We have basically three choices. Let all instructors modify any class data. Provide for a new actor, the administrator. Designate the administrator as a teaching assistant for every class.
The last solution, an administrative teaching assistant, is the easiest way to shove an administrator into an already designed system. Many times that is what we do if after we have spent a considerable amount of effort in designing the system and do not want to go back and fix the design to account for something we hadn't thought of. If we are going to import the data from the registration system then we will also have to "fix it up" before using it because it does not provide for an adminstrative teaching assistant. This approach certainly sounds like a hack solution that is best avoided.
The first solution, all instructors access all data, is another way to allow for others to help administer the system. It seems like a reasonable approach. After talking to the client this turns out to be not an option.
Our last option is to add an additional administrator to our list of actors. The original problem statement didn't even mention an administrator. Just as we did with the other actors, we need to determine the kinds of administrators we will have. Our administrator will have full control to the entire system. Is there another kind of administrator that has limited access? Probably not. So Kathy will be our only administrator.
The human actors are:
Carol, a student
Joan, teaching assistant
Aaron, an instructor
Kathy, an administrator
Once we have finished with the human actors, we need to identify the non-human actors that interact with our system. Remember to be sure not to mix up a tool used by a human actor as a non-human actor. A web browser isn't a non-human actor but is instead just a tool used by a human.
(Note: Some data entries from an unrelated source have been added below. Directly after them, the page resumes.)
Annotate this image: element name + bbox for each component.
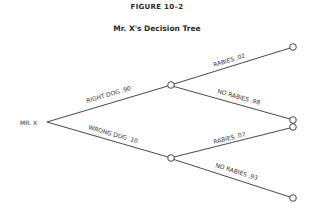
branch-wrong-dog xyxy=(47,122,168,157)
terminal-node-1 xyxy=(290,44,297,51)
outcome-wrong-no-rabies-label: NO RABIES .93 xyxy=(215,161,259,181)
terminal-node-3 xyxy=(290,124,297,131)
terminal-node-4 xyxy=(290,195,297,202)
branch-right-dog-label: RIGHT DOG .90 xyxy=(85,84,131,104)
outcome-right-no-rabies-label: NO RABIES .98 xyxy=(217,87,262,106)
outcome-right-rabies xyxy=(174,48,290,84)
terminal-node-2 xyxy=(290,117,297,124)
chance-node-wrong-dog xyxy=(168,155,175,162)
root-label: MR. X xyxy=(20,119,37,126)
chance-node-right-dog xyxy=(168,82,175,89)
decision-tree: MR. X RIGHT DOG .90 WRONG DOG .10 RABIES… xyxy=(0,0,314,211)
outcome-right-rabies-label: RABIES .02 xyxy=(212,52,246,68)
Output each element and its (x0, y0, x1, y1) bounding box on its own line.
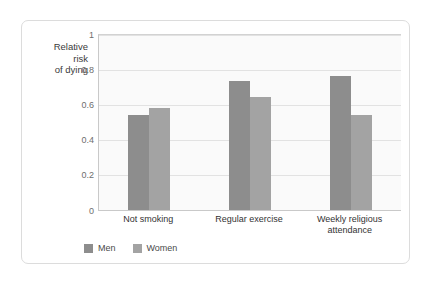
legend-swatch-icon (84, 244, 93, 253)
x-axis-label: Regular exercise (199, 214, 300, 225)
y-tick-label: 0.6 (81, 100, 94, 110)
bar-women-2 (351, 115, 372, 210)
bar-women-1 (250, 97, 271, 210)
legend-entry-men[interactable]: Men (84, 243, 116, 253)
gridline (99, 35, 401, 36)
chart-card: Relative risk of dying 00.20.40.60.81 No… (21, 20, 410, 264)
y-tick-label: 0.4 (81, 135, 94, 145)
bar-men-1 (229, 81, 250, 210)
legend-entry-women[interactable]: Women (133, 243, 178, 253)
y-tick-label: 0.8 (81, 65, 94, 75)
x-axis-label: Not smoking (98, 214, 199, 225)
legend-swatch-icon (133, 244, 142, 253)
y-tick-label: 0 (89, 206, 94, 216)
legend-label: Women (147, 243, 178, 253)
bar-women-0 (149, 108, 170, 210)
bar-men-0 (128, 115, 149, 210)
plot-area: 00.20.40.60.81 (98, 34, 401, 211)
legend-label: Men (98, 243, 116, 253)
y-axis-title: Relative risk of dying (30, 41, 88, 76)
y-tick-label: 1 (89, 30, 94, 40)
bar-men-2 (330, 76, 351, 210)
y-tick-label: 0.2 (81, 170, 94, 180)
gridline (99, 70, 401, 71)
chart-legend: MenWomen (84, 243, 177, 253)
x-axis-label: Weekly religious attendance (299, 214, 400, 236)
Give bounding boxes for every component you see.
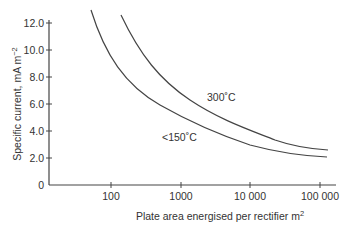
x-tick-label: 100 (102, 190, 120, 202)
y-tick-label: 6.0 (29, 98, 44, 110)
y-axis-title: Specific current, mA m−2 (10, 47, 23, 161)
x-tick-label: 100 000 (301, 190, 339, 202)
y-tick-label: 0 (38, 179, 44, 191)
curve-label-300c: 300˚C (207, 91, 236, 103)
y-tick-label: 2.0 (29, 152, 44, 164)
y-tick-label: 4.0 (29, 125, 44, 137)
y-tick-label: 8.0 (29, 71, 44, 83)
chart: 12.0 10.0 8.0 6.0 4.0 2.0 0 100 1000 10 … (0, 0, 348, 230)
curve-below-150c (91, 10, 327, 157)
x-axis-title: Plate area energised per rectifier m2 (136, 209, 304, 222)
y-tick-labels: 12.0 10.0 8.0 6.0 4.0 2.0 0 (24, 17, 45, 191)
x-tick-labels: 100 1000 10 000 100 000 (102, 190, 339, 202)
y-tick-label: 10.0 (24, 44, 45, 56)
x-tick-label: 1000 (169, 190, 193, 202)
x-tick-label: 10 000 (234, 190, 266, 202)
curve-label-below-150c: <150˚C (162, 131, 197, 143)
curve-300c (121, 15, 328, 150)
y-tick-label: 12.0 (24, 17, 45, 29)
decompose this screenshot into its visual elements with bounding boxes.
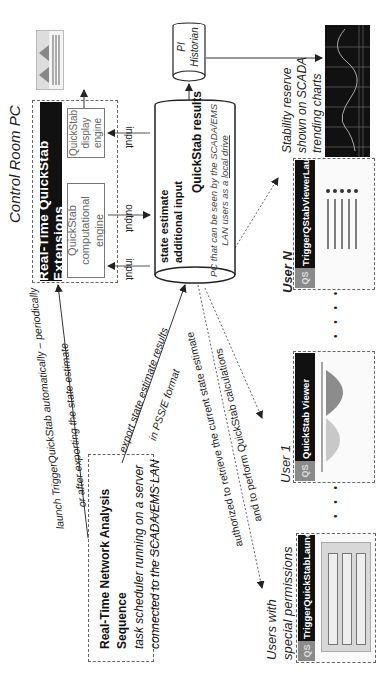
scheduler-line2: task scheduler running on a server: [131, 455, 148, 649]
user-label-special: Users with special permissions: [264, 547, 297, 660]
results-note-line1: PC that can be seen by the SCADA/EMS: [208, 103, 219, 278]
user-label-special-line2: special permissions: [280, 547, 296, 660]
viewer-launchpad-list: [294, 157, 376, 289]
launchpad-button-3[interactable]: [356, 553, 366, 645]
scada-caption-line2: shown on SCADA: [295, 57, 310, 153]
user-label-special-line1: Users with: [264, 547, 280, 660]
launchpad-button-1[interactable]: [328, 553, 338, 645]
results-state-estimate: state estimate: [158, 190, 170, 263]
launchpad-panel: [321, 542, 371, 652]
diagram-canvas: Control Room PC Real-Time QuickStab Exte…: [0, 0, 386, 678]
user-window-special[interactable]: QS TriggerQuickStabLaunchPad: [296, 533, 376, 663]
results-note: PC that can be seen by the SCADA/EMS LAN…: [208, 103, 230, 278]
pi-historian-label: PI Historian: [176, 22, 201, 72]
user-window-1[interactable]: QS QuickStab Viewer: [293, 351, 375, 483]
display-engine-box: QuickStab display engine: [67, 108, 105, 158]
output-label: output: [124, 204, 135, 232]
scada-caption: Stability reserve shown on SCADA trendin…: [280, 57, 325, 153]
computational-engine-box: QuickStab computational engine: [67, 183, 105, 278]
display-thumbnail: [36, 30, 64, 90]
historian-label: Historian: [189, 22, 202, 72]
results-note-line2: LAN users as a local drive: [219, 103, 230, 278]
user-label-1: User 1: [278, 445, 293, 483]
control-room-title: Control Room PC: [6, 105, 23, 223]
scada-caption-line1: Stability reserve: [280, 57, 295, 153]
results-additional-input: additional input: [172, 181, 184, 263]
launchpad-button-2[interactable]: [342, 553, 352, 645]
ellipsis-2: • • • •: [330, 288, 341, 338]
app-title-bar-special: QS TriggerQuickStabLaunchPad: [298, 535, 315, 661]
input-label-2: input: [124, 126, 135, 148]
pi-label: PI: [176, 22, 189, 72]
scheduler-line1: Real-Time Network Analysis Sequence: [97, 455, 131, 649]
user-window-n[interactable]: QS TriggerQStabViewerLaunchPad: [293, 158, 375, 290]
input-label-1: input: [124, 258, 135, 280]
results-note-prefix: LAN users as a: [219, 178, 230, 246]
extensions-title-bar: Real-Time QuickStab Extensions: [40, 102, 62, 281]
scada-trending-chart: [325, 25, 370, 157]
results-title: QuickStab results: [190, 91, 204, 193]
scheduler-box: Real-Time Network Analysis Sequence task…: [88, 454, 154, 662]
qs-logo-icon: QS: [298, 641, 315, 661]
viewer-chart: [294, 350, 376, 482]
scada-caption-line3: trending charts: [310, 57, 325, 153]
scheduler-line3: connected to the SCADA/EMS LAN: [147, 455, 164, 649]
app-title-special: TriggerQuickStabLaunchPad: [301, 535, 312, 639]
local-drive-link[interactable]: local drive: [219, 135, 230, 178]
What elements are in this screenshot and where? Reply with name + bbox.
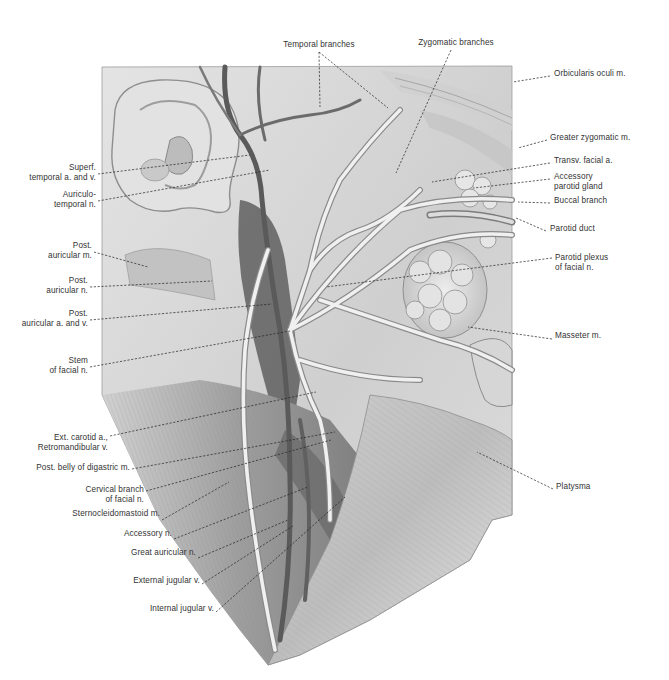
label-platysma: Platysma bbox=[556, 482, 590, 492]
label-orbicularis-oculi: Orbicularis oculi m. bbox=[554, 69, 626, 79]
label-transv-facial: Transv. facial a. bbox=[554, 156, 613, 166]
label-sternocleidomastoid: Sternocleidomastoid m. bbox=[72, 509, 160, 519]
ear-auricle bbox=[112, 80, 239, 213]
label-great-auricular: Great auricular n. bbox=[131, 548, 196, 558]
label-post-auricular-n: Post. auricular n. bbox=[46, 276, 88, 296]
label-post-auricular-av: Post. auricular a. and v. bbox=[22, 309, 88, 329]
label-greater-zygomatic: Greater zygomatic m. bbox=[550, 133, 630, 143]
label-stem-facial: Stem of facial n. bbox=[49, 356, 88, 376]
label-parotid-plexus: Parotid plexus of facial n. bbox=[555, 253, 608, 273]
anatomical-illustration: Superf. temporal a. and v. Auriculo- tem… bbox=[0, 0, 669, 680]
label-external-jugular: External jugular v. bbox=[133, 576, 200, 586]
label-ext-carotid: Ext. carotid a., Retromandibular v. bbox=[38, 433, 108, 453]
label-auriculotemporal: Auriculo- temporal n. bbox=[54, 190, 96, 210]
label-internal-jugular: Internal jugular v. bbox=[150, 604, 214, 614]
leader-parotid-duct bbox=[516, 218, 546, 231]
label-post-auricular-m: Post. auricular m. bbox=[48, 241, 92, 261]
label-zygomatic-branches: Zygomatic branches bbox=[411, 38, 501, 48]
label-accessory-n: Accessory n. bbox=[124, 529, 172, 539]
label-masseter: Masseter m. bbox=[555, 331, 601, 341]
label-buccal-branch: Buccal branch bbox=[554, 196, 607, 206]
label-temporal-branches: Temporal branches bbox=[273, 40, 365, 50]
leader-orbicularis-oculi bbox=[513, 76, 550, 82]
label-superf-temporal: Superf. temporal a. and v. bbox=[29, 163, 96, 183]
leader-greater-zygomatic bbox=[518, 140, 547, 148]
label-post-belly-digastric: Post. belly of digastric m. bbox=[36, 463, 130, 473]
label-cervical-branch: Cervical branch of facial n. bbox=[86, 485, 144, 505]
leader-buccal-branch bbox=[518, 202, 550, 203]
label-parotid-duct: Parotid duct bbox=[550, 224, 595, 234]
label-accessory-parotid: Accessory parotid gland bbox=[554, 172, 603, 192]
A backup system is a common non-human actor. In our system the database that contains our grade information is not one we explicitly backup but is backed up without our knowledge. This isn't always the case. Asking the client, the gradebook system would be shut down nightly in order for a good backup to be made. If our system is turned off when the backup system runs then we certainly do not interact with it and will not include it as a non-human actor in our design.
When discussing the difference between a full-time, part-time, and casual student we made the following statement: We are not designing a full registration system, only a gradebook program. Our system will not restrict or allow students taking classes. Even though we are not building a full registration system, we still need to know what classes are being offered, who is teaching them, and who is taking them. Are we building a small registration system such that our administrator or each instructor would provide that information into the gradebook, or are we able to access the actual registration system to get that information.
The client has the ability to interface to the registration system to retrieve the information to be used in our gradebook system. The registration system would be our only non-human actor, which we will call the ACME5000. Even non-human actors are represented with the same stick-figure person symbol.
What the client told us after the problem statement:
A full-time graduate student can be a teaching assistant.
The type of course a teaching assistant is assigned to is not important.
The gradebook program is available per department.
There should be a seperate individual that is the administrator.
The gradebook program will interface to the registration system.
This information was not available in the problem statement and it probably was not anything that the client thought about when asking us to design the system. Remember, a big part of the software design process is being able to come up with the issues that have to be addressed early rather than after the project has been completed and is wrong.